Cellular rearrangements between olfactory cells and supporting cells, driven by the different expression and distribution of nectins and cadherins, are required for mosaic cellular patterning in the olfactory epithelium.
The morphologies of ectodermal organs are shaped by appropriate combinations of several deformation modes, such as invagination and anisotropic tissue elongation. However, how multicellular dynamics are coordinated during deformation processes remains to be elucidated. Here, we developed a four-dimensional (4D) analysis system for tracking cell movement and division at a single-cell resolution in developing tooth epithelium. The expression patterns of a Fucci probe clarified the region- and stage-specific cell cycle patterns within the tooth germ, which were in good agreement with the pattern of the volume growth rate estimated from tissue-level deformation analysis. Cellular motility was higher in the regions with higher growth rates, while the mitotic orientation was significantly biased along the direction of tissue elongation in the epithelium. Further, these spatio-temporal patterns of cellular dynamics and tissue-level deformation were highly correlated with that of the activity of cofilin, which is an actin depolymerization factor, suggesting that the coordination of cellular dynamics via actin remodeling plays an important role in tooth epithelial morphogenesis. Our system enhances the understanding of how cellular behaviors are coordinated during ectodermal organogenesis, which cannot be observed from histological analyses.
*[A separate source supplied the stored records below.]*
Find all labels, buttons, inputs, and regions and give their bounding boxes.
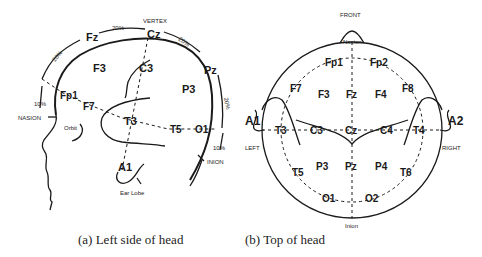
electrode-f8: F8 [402,83,414,94]
electrode-t4: T4 [413,125,425,136]
electrode-a1: A1 [118,161,132,173]
eeg-10-20-diagram: 20% 20% 20% 20% 10% 10% VERTEX NASION IN… [0,0,482,257]
right-label: RIGHT [442,145,461,151]
electrode-fp2: Fp2 [370,57,388,68]
electrode-o2: O2 [365,193,379,204]
front-label: FRONT [340,12,361,18]
electrode-f7: F7 [290,83,302,94]
inion-label: INION [207,159,224,165]
caption-b: (b) Top of head [245,232,325,248]
electrode-f4: F4 [375,89,387,100]
electrode-p4: P4 [375,161,388,172]
electrode-p3: P3 [182,83,195,95]
face-profile [42,115,56,210]
pct-nasion-fp: 10% [34,101,47,107]
nasion-top-label: Nasion [343,39,362,45]
side-view: 20% 20% 20% 20% 10% 10% VERTEX NASION IN… [18,18,231,210]
electrode-pz: Pz [204,64,217,76]
electrode-fz: Fz [86,31,99,43]
electrode-cz: Cz [345,125,357,136]
electrode-t6: T6 [400,167,412,178]
electrode-f7: F7 [83,101,95,112]
pct-o-inion: 10% [213,145,226,151]
caption-a: (a) Left side of head [78,232,183,248]
pct-fz-cz: 20% [112,25,125,31]
electrode-t5: T5 [292,167,304,178]
electrode-fz: Fz [346,89,357,100]
arc-pz-o [218,75,223,128]
electrode-t3: T3 [124,115,137,127]
electrode-c4: C4 [380,125,393,136]
electrode-t3: T3 [275,125,287,136]
electrode-f3: F3 [93,62,106,74]
pct-pz-o: 20% [223,97,231,111]
cz-a1-line [122,38,148,170]
electrode-c3: C3 [310,125,323,136]
nasion-label: NASION [18,115,41,121]
electrode-o1: O1 [195,124,209,135]
electrode-t5: T5 [170,124,182,135]
electrode-p3: P3 [316,161,329,172]
top-view: FRONT Nasion Inion LEFT RIGHT Fp1 Fp2 F7… [245,12,464,229]
vertex-label: VERTEX [143,18,167,24]
ear-lobe-label: Ear Lobe [120,190,145,196]
electrode-f3: F3 [318,89,330,100]
orbit-label: Orbit [64,125,77,131]
left-label: LEFT [245,145,260,151]
inion-top-label: Inion [345,223,358,229]
electrode-o1: O1 [322,193,336,204]
electrode-fp1: Fp1 [60,90,78,101]
inion-curve [190,160,202,186]
electrode-a1: A1 [245,114,261,128]
ear-lobe-pointer [137,178,141,184]
electrode-a2: A2 [448,114,464,128]
electrode-cz: Cz [147,28,161,40]
electrode-fp1: Fp1 [325,57,343,68]
electrode-c3: C3 [139,62,153,74]
electrode-pz: Pz [345,161,357,172]
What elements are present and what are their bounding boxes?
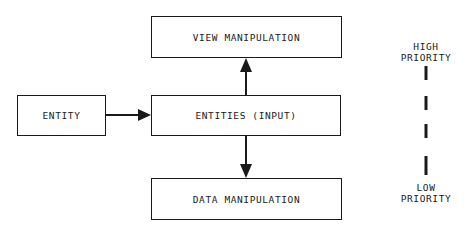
arrowhead-right-icon xyxy=(138,109,151,121)
node-label: VIEW MANIPULATION xyxy=(193,32,300,43)
node-label: DATA MANIPULATION xyxy=(193,194,300,205)
arrowhead-up-icon xyxy=(240,58,252,72)
node-entity: ENTITY xyxy=(17,95,106,136)
arrowhead-down-icon xyxy=(240,164,252,178)
low-label-line2: PRIORITY xyxy=(396,193,456,204)
low-priority-label: LOW PRIORITY xyxy=(396,182,456,204)
node-data-manipulation: DATA MANIPULATION xyxy=(151,178,342,220)
node-label: ENTITIES (INPUT) xyxy=(195,110,296,121)
high-label-line2: PRIORITY xyxy=(396,52,456,63)
node-view-manipulation: VIEW MANIPULATION xyxy=(151,16,342,58)
low-label-line1: LOW xyxy=(396,182,456,193)
node-label: ENTITY xyxy=(43,110,81,121)
high-label-line1: HIGH xyxy=(396,41,456,52)
high-priority-label: HIGH PRIORITY xyxy=(396,41,456,63)
node-entities-input: ENTITIES (INPUT) xyxy=(151,95,341,136)
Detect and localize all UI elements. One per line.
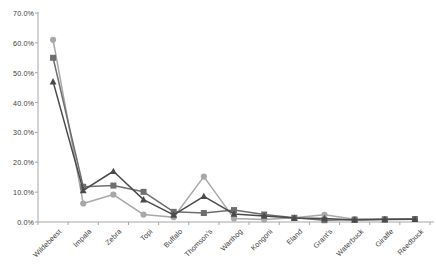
x-axis: WildebeestImpalaZebraTopiBuffaloThomson'… xyxy=(0,0,436,268)
chart-container: 0.0%10.0%20.0%30.0%40.0%50.0%60.0%70.0% … xyxy=(0,0,436,268)
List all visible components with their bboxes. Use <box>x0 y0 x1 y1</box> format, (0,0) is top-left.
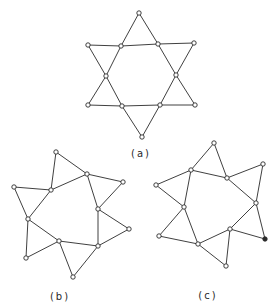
bond-edge <box>88 76 106 105</box>
bond-edge <box>226 229 230 266</box>
vertex-node <box>85 172 89 176</box>
bond-edge <box>198 244 226 266</box>
panel-b-label: (b) <box>50 291 70 302</box>
vertex-node <box>127 227 131 231</box>
bond-edge <box>156 170 191 185</box>
bond-edge <box>14 187 28 219</box>
panel-a-label: (a) <box>131 148 151 159</box>
bond-edge <box>28 190 51 219</box>
bond-edge <box>256 203 265 239</box>
vertex-node <box>193 103 197 107</box>
bond-edge <box>184 207 198 244</box>
bond-edge <box>122 106 142 137</box>
bond-edge <box>256 164 263 203</box>
bond-edge <box>191 170 227 178</box>
vertex-node <box>12 185 16 189</box>
vertex-node <box>49 188 53 192</box>
bond-edge <box>51 152 56 190</box>
bond-edge <box>158 44 176 75</box>
vertex-node <box>225 176 229 180</box>
bond-edge <box>88 45 121 46</box>
bond-edge <box>176 75 195 105</box>
vertex-node <box>104 74 108 78</box>
bond-edge <box>98 182 123 209</box>
vertex-node <box>96 207 100 211</box>
vertex-node <box>26 217 30 221</box>
bond-edge <box>28 219 59 241</box>
bond-edge <box>184 170 191 207</box>
panel-b-twisted-hexagram <box>12 150 131 279</box>
vertex-node <box>224 264 228 268</box>
bond-edge <box>176 43 194 75</box>
bond-edge <box>98 229 129 246</box>
vertex-node <box>96 244 100 248</box>
vertex-node <box>158 103 162 107</box>
vertex-node <box>157 234 161 238</box>
bond-edge <box>121 44 158 46</box>
bond-edge <box>73 246 98 277</box>
bond-edge <box>160 75 176 105</box>
vertex-node <box>189 168 193 172</box>
panel-a-regular-hexagram <box>86 11 197 139</box>
bond-edge <box>106 46 121 76</box>
bond-edge <box>98 209 129 229</box>
vertex-node <box>192 41 196 45</box>
vertex-node <box>86 43 90 47</box>
bond-edge <box>106 76 122 106</box>
bond-edge <box>230 203 256 229</box>
bond-edge <box>156 185 184 207</box>
vertex-node <box>254 201 258 205</box>
vertex-node <box>182 205 186 209</box>
panel-c-label: (c) <box>198 290 217 301</box>
hexagram-lattice-diagram: (a) (b) (c) <box>0 0 277 308</box>
bond-edge <box>26 241 59 258</box>
bond-edge <box>159 236 198 244</box>
vertex-node <box>57 239 61 243</box>
vertex-node <box>137 11 141 15</box>
bond-edge <box>87 174 98 209</box>
vertex-node <box>119 44 123 48</box>
bond-edge <box>122 105 160 106</box>
bond-edge <box>191 143 214 170</box>
bond-edge <box>59 241 73 277</box>
vertex-node <box>121 180 125 184</box>
bond-edge <box>142 105 160 137</box>
bond-edge <box>214 143 227 178</box>
vertex-node <box>154 183 158 187</box>
vertex-node <box>228 227 232 231</box>
vertex-node <box>24 256 28 260</box>
vertex-node <box>120 104 124 108</box>
vertex-node <box>174 73 178 77</box>
bond-edge <box>59 241 98 246</box>
bond-edge <box>56 152 87 174</box>
bond-edge <box>139 13 158 44</box>
vertex-node <box>86 103 90 107</box>
vertex-node <box>71 275 75 279</box>
vertex-node <box>261 162 265 166</box>
vertex-node <box>140 135 144 139</box>
vertex-node <box>156 42 160 46</box>
bond-edge <box>51 174 87 190</box>
filled-vertex-node <box>263 237 267 241</box>
bond-edge <box>227 164 263 178</box>
vertex-node <box>54 150 58 154</box>
bond-edge <box>88 45 106 76</box>
bond-edge <box>87 174 123 182</box>
bond-edge <box>14 187 51 190</box>
bond-edge <box>121 13 139 46</box>
bond-edge <box>158 43 194 44</box>
bond-edge <box>26 219 28 258</box>
panel-c-distorted-hexagram <box>154 141 267 268</box>
bond-edge <box>198 229 230 244</box>
bond-edge <box>159 207 184 236</box>
bond-edge <box>227 178 256 203</box>
bond-edge <box>88 105 122 106</box>
vertex-node <box>196 242 200 246</box>
bond-edge <box>230 229 265 239</box>
vertex-node <box>212 141 216 145</box>
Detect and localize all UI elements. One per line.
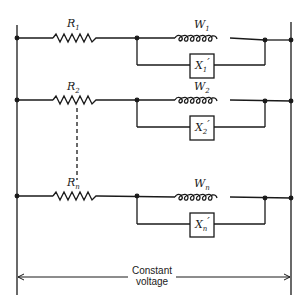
resistor-r1 — [53, 34, 98, 42]
branch-n — [15, 192, 293, 237]
label-x1: X1′ — [194, 56, 210, 74]
branch-2 — [15, 96, 293, 140]
label-xn: Xn′ — [194, 215, 210, 233]
resistor-r2 — [53, 96, 98, 104]
coil-w1 — [175, 35, 217, 41]
coil-wn — [175, 194, 217, 200]
label-rn: Rn — [66, 176, 80, 191]
label-w2: W2 — [194, 80, 210, 95]
label-r2: R2 — [66, 80, 80, 95]
resistor-rn — [53, 192, 98, 200]
label-x2: X2′ — [194, 118, 210, 136]
caption-line2: voltage — [136, 276, 169, 287]
coil-w2 — [175, 97, 217, 103]
label-wn: Wn — [194, 177, 210, 192]
label-r1: R1 — [66, 17, 80, 32]
caption-line1: Constant — [132, 265, 172, 276]
branch-1 — [15, 34, 293, 78]
circuit-diagram: R1 R2 Rn W1 W2 Wn X1′ X2′ Xn′ Constant v… — [0, 0, 306, 305]
label-w1: W1 — [194, 18, 210, 33]
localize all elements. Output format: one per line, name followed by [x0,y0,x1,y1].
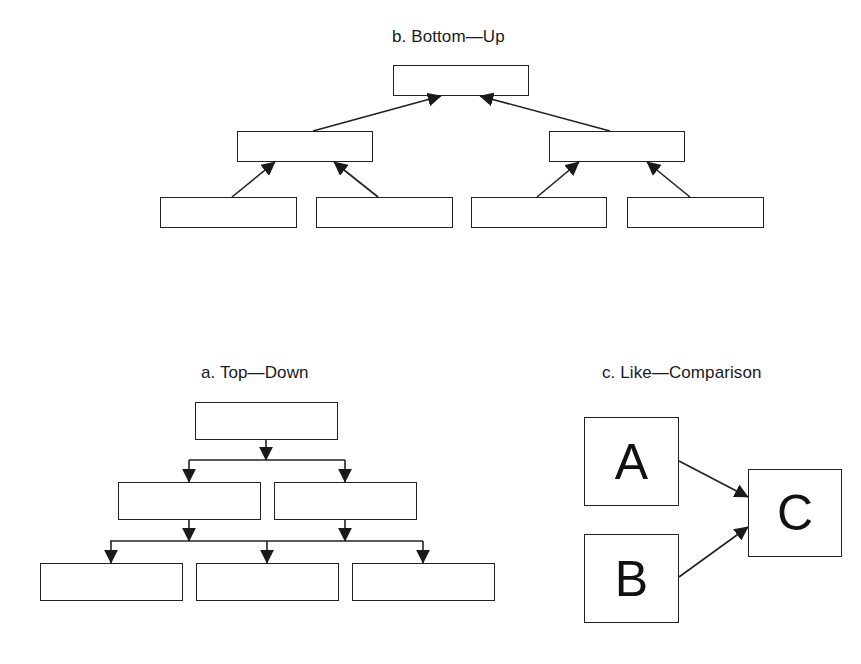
arrow-icon [480,96,610,131]
comparison-arrows [679,461,748,577]
arrow-icon [537,162,579,197]
arrow-icon [647,162,690,197]
arrow-icon [334,162,378,197]
connector-layer [0,0,861,664]
arrow-icon [232,162,275,197]
top-down-arrows [110,440,423,563]
arrow-icon [679,527,748,577]
arrow-icon [313,96,441,131]
arrow-icon [679,461,748,497]
bottom-up-arrows [232,96,690,197]
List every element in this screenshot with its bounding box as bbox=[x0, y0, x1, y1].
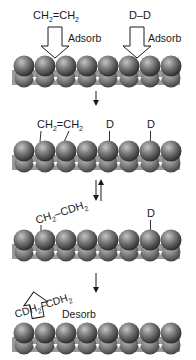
metal-surface-4 bbox=[12, 323, 182, 355]
step1-panel: CH2=CH2 D–D Adsorb Adsorb bbox=[12, 9, 182, 88]
step3-panel: CH2–CDH2 D bbox=[12, 198, 182, 262]
adsorbed-d-label-3: D bbox=[147, 207, 155, 219]
metal-surface-2 bbox=[12, 141, 182, 173]
metal-surface-3 bbox=[12, 230, 182, 262]
deuterium-label: D–D bbox=[129, 9, 151, 21]
adsorbed-d-label-1: D bbox=[106, 118, 114, 130]
adsorb-arrow-right-icon bbox=[123, 27, 151, 58]
ethyl-intermediate-label: CH2–CDH2 bbox=[34, 198, 89, 228]
desorb-label: Desorb bbox=[62, 308, 96, 320]
step4-panel: CDH2–CDH2 Desorb bbox=[12, 290, 182, 355]
bond-line bbox=[64, 131, 69, 142]
adsorbed-ethylene-label: CH2=CH2 bbox=[37, 118, 83, 132]
adsorb-label-right: Adsorb bbox=[148, 32, 181, 44]
reaction-diagram: CH2=CH2 D–D Adsorb Adsorb CH2=CH2 D D CH… bbox=[0, 0, 196, 360]
equilibrium-arrows-icon bbox=[96, 180, 101, 201]
bond-line bbox=[40, 131, 41, 142]
adsorbed-d-label-2: D bbox=[147, 118, 155, 130]
step2-panel: CH2=CH2 D D bbox=[12, 118, 182, 173]
ethylene-label: CH2=CH2 bbox=[33, 9, 79, 23]
adsorb-arrow-left-icon bbox=[41, 27, 69, 58]
metal-surface-1 bbox=[12, 56, 182, 88]
adsorb-label-left: Adsorb bbox=[68, 32, 101, 44]
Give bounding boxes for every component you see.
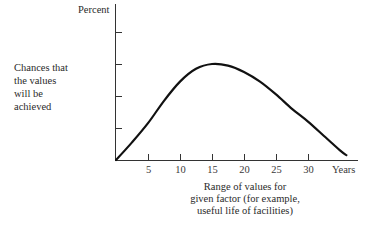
caption-line-3: useful life of facilities)	[150, 205, 340, 217]
y-ticks	[115, 33, 122, 129]
caption-line-1: Range of values for	[150, 181, 340, 193]
x-axis-caption: Range of values for given factor (for ex…	[150, 181, 340, 217]
x-tick-label: 15	[207, 164, 218, 175]
x-ticks: 51015202530	[146, 154, 314, 175]
x-tick-label: 10	[175, 164, 186, 175]
x-tick-label: 20	[239, 164, 250, 175]
x-axis-unit-label: Years	[332, 164, 355, 175]
x-tick-label: 5	[146, 164, 151, 175]
x-tick-label: 25	[271, 164, 282, 175]
probability-curve	[116, 64, 346, 160]
caption-line-2: given factor (for example,	[150, 193, 340, 205]
x-tick-label: 30	[303, 164, 314, 175]
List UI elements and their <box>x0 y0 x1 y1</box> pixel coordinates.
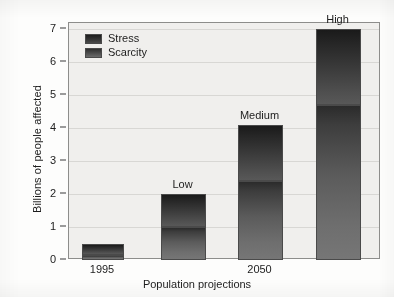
bar-caption-low: Low <box>172 178 192 190</box>
bar-caption-high: High <box>326 13 349 25</box>
chart-overlay: LowMediumHigh19952050 <box>0 0 394 297</box>
x-axis-label: Population projections <box>0 278 394 290</box>
x-tick-label: 2050 <box>247 263 271 275</box>
x-tick-label: 1995 <box>90 263 114 275</box>
bar-caption-medium: Medium <box>240 109 279 121</box>
chart-page: Billions of people affected 01234567 Str… <box>0 0 394 297</box>
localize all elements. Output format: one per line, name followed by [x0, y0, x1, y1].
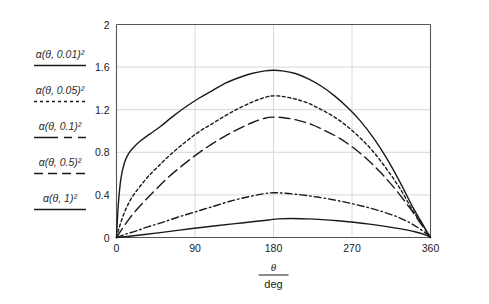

We study a Wess-Zumino-Witten model with target space AdS 3 ×(S 3 ×S 3 ×S 1 )/Z 2 . This allows us to construct space-time N = 3 superconformal theories. By combining left-, and right-moving parts through a GSO and a Z 2 projections, a new asymmetric (N , N ) = (3, 1) model is obtained. It has an extra gauge (affine) SU (2) symmetry in the target space of the type IIA string. An associated configuration is realized as slantwise intersecting M5-M2 branes with a Z 2 -fixed plane in the M-theory viewpoint. †
For isolated single cells on a substrate, the intracellular stiffness, which is often measured as the Young's modulus, E, by atomic force microscopy (AFM), depends on the substrate rigidity. However, little is known about how the E of cells is influenced by the surrounding cells in a cell population system in which cells physically and tightly contact adjacent cells. In this study, we investigated the spatial heterogeneities of E in a jammed epithelial monolayer in which cell migration was highly inhibited, allowing us to precisely measure the spatial distribution of E in large-scale regions by AFM. The AFM measurements showed that E can be characterized using two spatial correlation lengths: the shorter correlation length, l S , is within the single cell size, whereas the longer correlation length, l L , is longer than the distance between adjacent cells and corresponds to the intercellular correlation of E. We found that l L decreased significantly when the actin filaments were disrupted or calcium ions were chelated using chemical treatments, and the decreased l L recovered to the value in the control condition after the treatments were washed out. Moreover, we found that l L decreased significantly when E-cadherin was knocked down. These results indicate that the observed long-range correlation of E is not fixed within the jammed state but inherently arises from the formation of a large-scale actin filament structure via E-cadherin-dependent cell-cell junctions.
There exist logarithmic CFTs(LCFTs) such as the c p,1 models. It is also well known that it generally contains Jordan cell structure. In this paper, we obtain the boundary Ishibashi state for a rank-2 Jordan cell structure and, with these states in c = −2 rational LCFT, we derive boundary states in the closed string picture, which correspond to boundary conditions in the open string picture. We also discuss the Verlinde formula for LCFT and possible applications to string theory.